Mike Mixer, executive managing director and co-founder of the Colliers International Las Vegas office, has been in the commercial real estate industry for nearly three decades, marking more than $2 billion in transactions.
Specializing in gaming and the resort corridor, along with the University District, Mixer has represented several of that industry’s biggest players: MGM Resorts International, Wynn Resorts and Morgans Hotel Group.
Mixer, a Southern California native, came to Las Vegas to study hotel management at the University of Nevada, Las Vegas in 1984. He began his career as a marketing specialist at the Golden Nugget.
He broke into the commercial real estate industry in 1988, working for an organization that built and owned several office, retail and resort projects in Southern Nevada and California.
Five years later, he formed Stuart Mixer Commercial with a partner, Michael Stuart. The firm became Colliers International Las Vegas in the late 1990s. Stuart and Mixer stayed on after the merger.
Colliers also has a division that specializes in finding space for the growing medical industry in the valley.
Q: How will the hotel industry intersect in Las Vegas with the city’s new medical school?
A: I’ve actually talked to UNLV about this.
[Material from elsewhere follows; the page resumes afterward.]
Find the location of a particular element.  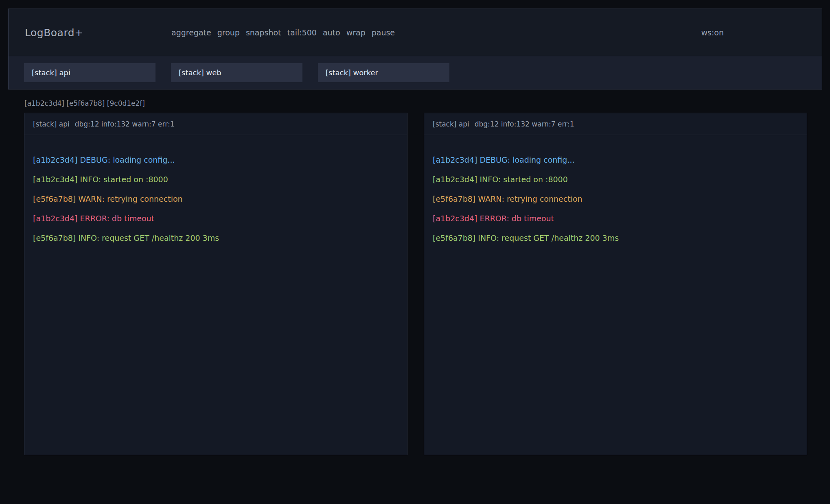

I think there’s a good intersection between the UNLV hotel administration program and the UNLV medical school to really combine those two, and create opportunities to showcase how the combination of these two industries can really work together. In a micro way, in terms of building a hotel on the medical campus and really seeing how it works on a day-to-day basis; in terms of flying someone in and having treatments, and then fly out and they stay on campus.
Q: How could private industry use this concept?
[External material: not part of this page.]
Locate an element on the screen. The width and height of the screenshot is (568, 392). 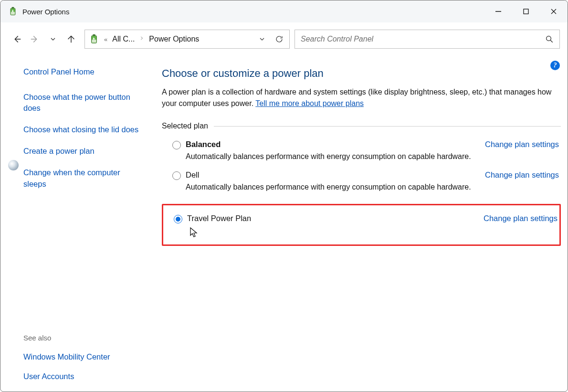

A: You might see some of the larger hotel chains create something similar or (get) a medical partner for an on-campus facility, where they can attract some really high-end, quality medical professionals to be on staff, and they can actually market (it). … We’ve got the best doctors in the country here. That would be another footprint for enticing travelers to come to their hotel. There are some great opportunities there. I think we’ll start to see that being explored more in the future.
Q: What are some other effects of the new UNLV medical school?
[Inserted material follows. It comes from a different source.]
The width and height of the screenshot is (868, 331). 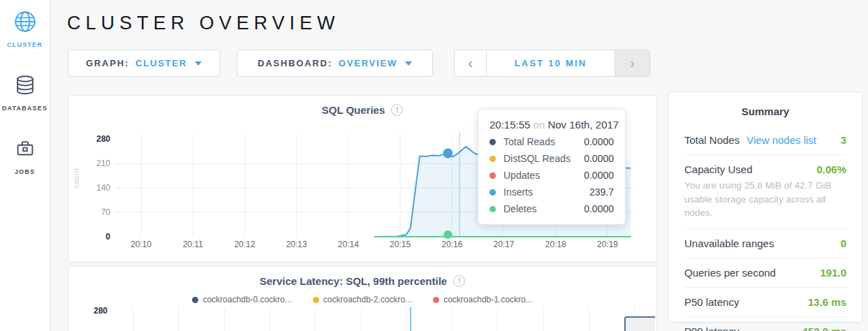 What do you see at coordinates (25, 151) in the screenshot?
I see `sidebar-item-jobs: JOBS` at bounding box center [25, 151].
A: What’s exciting about that is that a lot of studies across the country have shown that when students are educated in a local market — especially in the medical field — they tend to stay and find jobs after they graduate in that market. We haven’t had that … yet. We’re really excited that that will actually start to grow a new community of professionals who are educated here and stay here.
Q: Should we expect more medical tourism in Las Vegas?
A: If we can establish a really high-quality medical community, we can start to attract patients and customers from all over the world because we’re such an easy city to fly into and to stay. We can accommodate large groups, in terms of high-level medical conventions and meetings, where the top-notch minds of the medical industry can showcase what they do to a greater percentage of people. They (can) bring their conventions and symposiums here. There’s a great opportunity for us to build on that.
Q: What do you think the effects on commercial real estate will be from projects like Union Village?
A: We’ll see some additional commercial real estate growth because of those campuses.
Q: What do you like to do in your free time?
A: I’ve been a surfer all my life, but I don’t surf much in Las Vegas.